The word community sounds egalitarian to most people. And gated? No word has a fairer proportion of safety to airy openness in the image it conveys to the mind.
Florida is a land flowing with gates and communities. It is a Promised Land of sun, leisure, warm pools, and exclusivity. For the past month Bevy Mae and me have been vacationing inside this paradise at a house at one such community near Naples, Florida. It took three references, photo ID, and all cash up front to get us in here.
We are grateful for our good fortune. And we are in a really safe place. But when thinking about the state of affairs which has excluded as many as 94% of all Americans from the possibility of living here — if only for a few weeks — it makes me sick to my stomach. And of course, if you don’t live here you can’t be here — not even to drive through.
The compound we live in is huge. While biking in it the other day I was amazed to stumble on another gated community inside ours. It has a lake and huge houses. The gated occupants of our community aren’t allowed in their community even though their community is inside our community. Apparently, there are layers of gated communities. I never knew that.
As a teenager, I lived for two years in Key West, Florida. This was before the Civil Rights Act of 1964. It was totally segregated down there. The only black person I ever saw was our maid. She was an articulate thirty-year-old woman and really beautiful. I liked her a lot and talked with her every chance I got, usually about politics. From her I learned how difficult life was for black people in Key West at that time — and maybe just as importantly, that a lot of black people actually lived in Key West.
She said she supported the incumbent Democrat for Congress who was then running against an upstart Republican — a young guy always on the radio always complaining about how rich his opponent was. She liked the Democrat, she said, because he once bought park benches for her neighborhood.
At Key West High School the powers-that-be were considering the admission of a black kid from a “good” family. His dad was an officer in the U.S. Navy, I think. In the school cafeteria over lunch I made the mistake of saying I saw nothing wrong with going to school with “Negroes” (as they were then called by polite people).
“What!” some kid yelled. “You want to eat with niggers?” Soon a crowd gathered. I stood my ground, and no one beat me up. The South was changing, but only a little.
One thing Key West didn’t have back then — no town did in those days — was gated communities. We had a military base that was gated — I lived on it — but the gates were for security against the hated Communists. We didn’t have terrorists or any other sort of enemies of the state. All that was to come later.
After World War II, the South and some parts of the North enforced segregation with a civilian militia called the Ku Klux Klan. It was a quasi-religious/military-style organization self-tasked with extra-judicial punishments of Negroes who violated the unwritten codes of the South.
If a black family bought a house in a white neighborhood, the militia would burn it down. Sometimes, so as not to smoke-damage nearby homes, the KKK would bomb the house; or if young white children lived nearby they might burn a cross in the front yard to frighten the occupants into leaving.
Lynchings — common after the First World War — were, by the 1950s, less common.
After dozens of documented actions against Negroes — and perhaps hundreds or thousands of undocumented ones — white neighborhoods did not need gates, or walls, or fences to remain segregated.
Eventually, after years of separation, the white people who lived in these communities came to believe — many of them — that black people chose not to live next to them, because they preferred “their own kind.”
Terrorism? It didn’t exist in the United States of America in those days. The first time I heard the term was in college. Terrorism, then, was always directed against Israel, for some reason, almost always by Palestinians. The reasons why were never clear.
I don’t know what white people say today is the reason black people don’t live in the gated communities of Florida. I haven’t lived here long enough to learn.
I would bet that in some town somewhere in this huge state a black family lives in a gated community. Maybe more than one. I can imagine people pointing to that family as proof of my being uncharitable to the good people of Florida and to people everywhere who live in these spaces.
But it seems plain to me — fifty years after Congress, the President and the Supreme Court declared segregated housing illegal — black people don’t live in these desirable communities. Why is that?
I don’t know. I met a black man down here the other day. He told me he had been a Marine who helped liberate Kuwait during the first Gulf War.
He cleans the pool. Maybe I’ll ask him.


▸ **WORK ORDER**:
Copy out each line of the listing below where the string "nRegion" appears.

▸ **SOURCE DATA**:

↓↓↓

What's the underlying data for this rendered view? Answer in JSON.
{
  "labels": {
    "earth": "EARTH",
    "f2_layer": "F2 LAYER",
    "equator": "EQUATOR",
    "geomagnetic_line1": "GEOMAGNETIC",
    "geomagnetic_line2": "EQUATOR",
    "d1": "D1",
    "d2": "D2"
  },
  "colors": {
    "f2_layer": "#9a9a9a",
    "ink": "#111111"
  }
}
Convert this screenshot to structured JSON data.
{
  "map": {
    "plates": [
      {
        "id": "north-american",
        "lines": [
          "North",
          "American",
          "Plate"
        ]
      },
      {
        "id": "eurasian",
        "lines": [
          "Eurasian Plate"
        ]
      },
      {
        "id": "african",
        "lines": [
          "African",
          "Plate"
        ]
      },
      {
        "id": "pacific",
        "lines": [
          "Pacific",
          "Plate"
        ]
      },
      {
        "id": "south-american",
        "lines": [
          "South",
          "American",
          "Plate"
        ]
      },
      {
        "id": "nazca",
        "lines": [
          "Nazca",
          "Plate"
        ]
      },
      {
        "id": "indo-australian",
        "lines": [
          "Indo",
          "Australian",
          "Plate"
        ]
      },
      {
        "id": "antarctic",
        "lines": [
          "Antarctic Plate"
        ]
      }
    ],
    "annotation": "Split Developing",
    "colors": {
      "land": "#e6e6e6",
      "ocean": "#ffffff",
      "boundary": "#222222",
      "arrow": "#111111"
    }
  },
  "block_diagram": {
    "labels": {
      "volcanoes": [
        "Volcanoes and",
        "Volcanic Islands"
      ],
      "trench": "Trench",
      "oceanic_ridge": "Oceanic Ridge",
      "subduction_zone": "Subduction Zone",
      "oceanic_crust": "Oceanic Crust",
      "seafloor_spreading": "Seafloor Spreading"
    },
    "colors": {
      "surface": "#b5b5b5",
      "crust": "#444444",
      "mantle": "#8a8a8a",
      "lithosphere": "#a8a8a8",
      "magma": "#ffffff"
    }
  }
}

↑↑↑
↓↓↓

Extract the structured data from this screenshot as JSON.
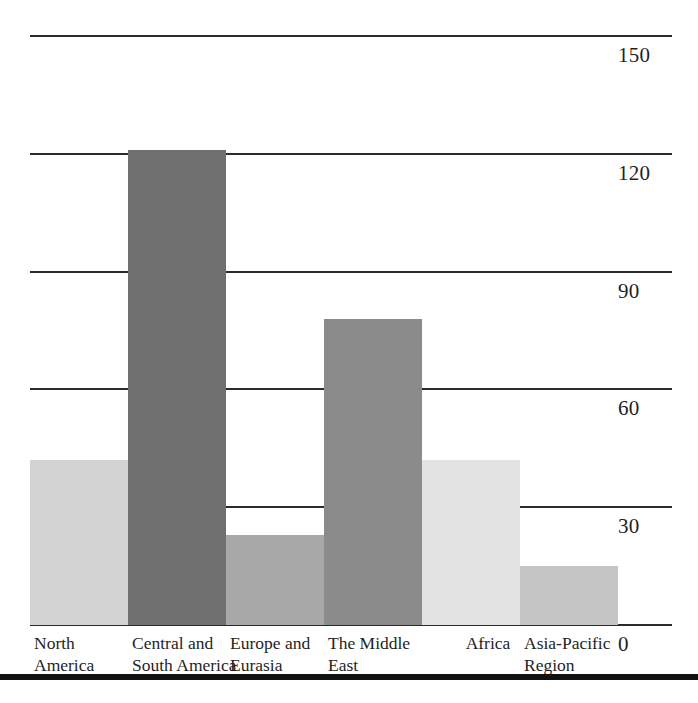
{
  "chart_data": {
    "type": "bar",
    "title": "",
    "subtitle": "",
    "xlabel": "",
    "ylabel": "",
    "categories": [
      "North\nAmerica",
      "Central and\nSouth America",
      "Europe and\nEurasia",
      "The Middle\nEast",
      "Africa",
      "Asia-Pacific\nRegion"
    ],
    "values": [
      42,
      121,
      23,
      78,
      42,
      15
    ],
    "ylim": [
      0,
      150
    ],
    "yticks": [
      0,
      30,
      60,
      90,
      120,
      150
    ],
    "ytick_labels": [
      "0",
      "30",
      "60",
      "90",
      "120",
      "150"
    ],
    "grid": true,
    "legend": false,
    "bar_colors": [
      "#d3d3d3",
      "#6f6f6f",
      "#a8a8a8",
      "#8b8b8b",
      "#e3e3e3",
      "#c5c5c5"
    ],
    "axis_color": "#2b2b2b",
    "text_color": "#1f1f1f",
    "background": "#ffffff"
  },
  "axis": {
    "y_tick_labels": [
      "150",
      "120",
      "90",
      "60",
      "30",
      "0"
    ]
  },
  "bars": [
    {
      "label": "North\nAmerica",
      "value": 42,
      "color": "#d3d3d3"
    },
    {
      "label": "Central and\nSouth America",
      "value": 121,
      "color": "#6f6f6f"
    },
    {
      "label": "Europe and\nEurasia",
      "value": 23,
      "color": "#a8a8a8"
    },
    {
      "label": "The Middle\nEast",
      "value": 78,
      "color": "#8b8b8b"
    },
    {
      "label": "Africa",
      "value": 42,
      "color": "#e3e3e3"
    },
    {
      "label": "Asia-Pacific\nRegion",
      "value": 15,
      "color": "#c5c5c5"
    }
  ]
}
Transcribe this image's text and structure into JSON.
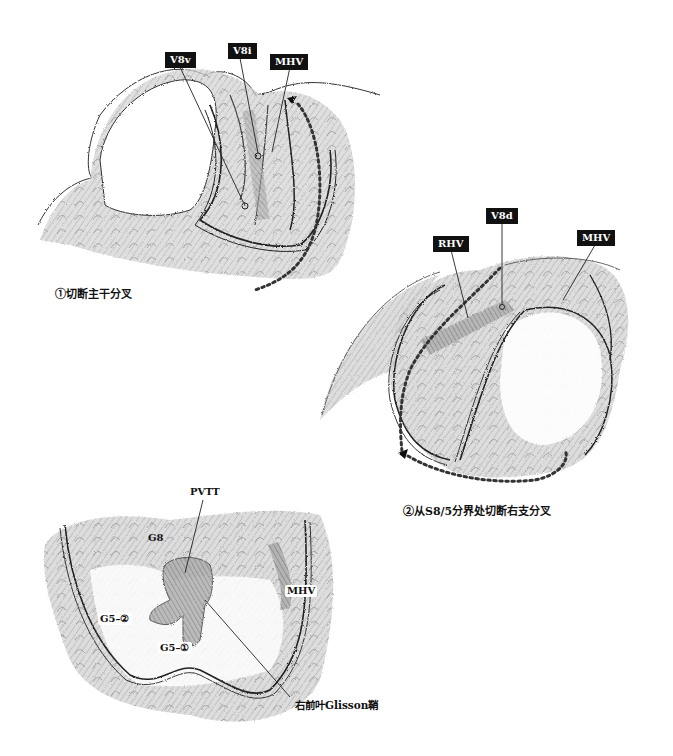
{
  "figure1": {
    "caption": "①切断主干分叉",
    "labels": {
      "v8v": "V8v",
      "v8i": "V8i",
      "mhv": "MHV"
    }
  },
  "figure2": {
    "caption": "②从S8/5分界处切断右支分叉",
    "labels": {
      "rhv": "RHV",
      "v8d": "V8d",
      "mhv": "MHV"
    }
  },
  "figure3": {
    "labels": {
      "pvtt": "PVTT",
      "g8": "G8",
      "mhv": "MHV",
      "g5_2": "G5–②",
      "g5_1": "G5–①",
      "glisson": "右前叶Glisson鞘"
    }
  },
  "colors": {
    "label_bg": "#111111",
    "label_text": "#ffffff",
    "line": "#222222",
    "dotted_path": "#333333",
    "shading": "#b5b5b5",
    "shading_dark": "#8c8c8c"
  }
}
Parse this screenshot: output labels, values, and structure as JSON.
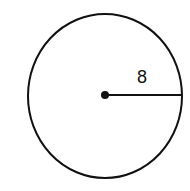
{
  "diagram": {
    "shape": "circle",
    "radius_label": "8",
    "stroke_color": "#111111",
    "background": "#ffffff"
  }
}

↑↑↑

▸ **EXERCISE RESULT**:
      "Asia-Pacific\nRegion"
      "label": "Asia-Pacific\nRegion",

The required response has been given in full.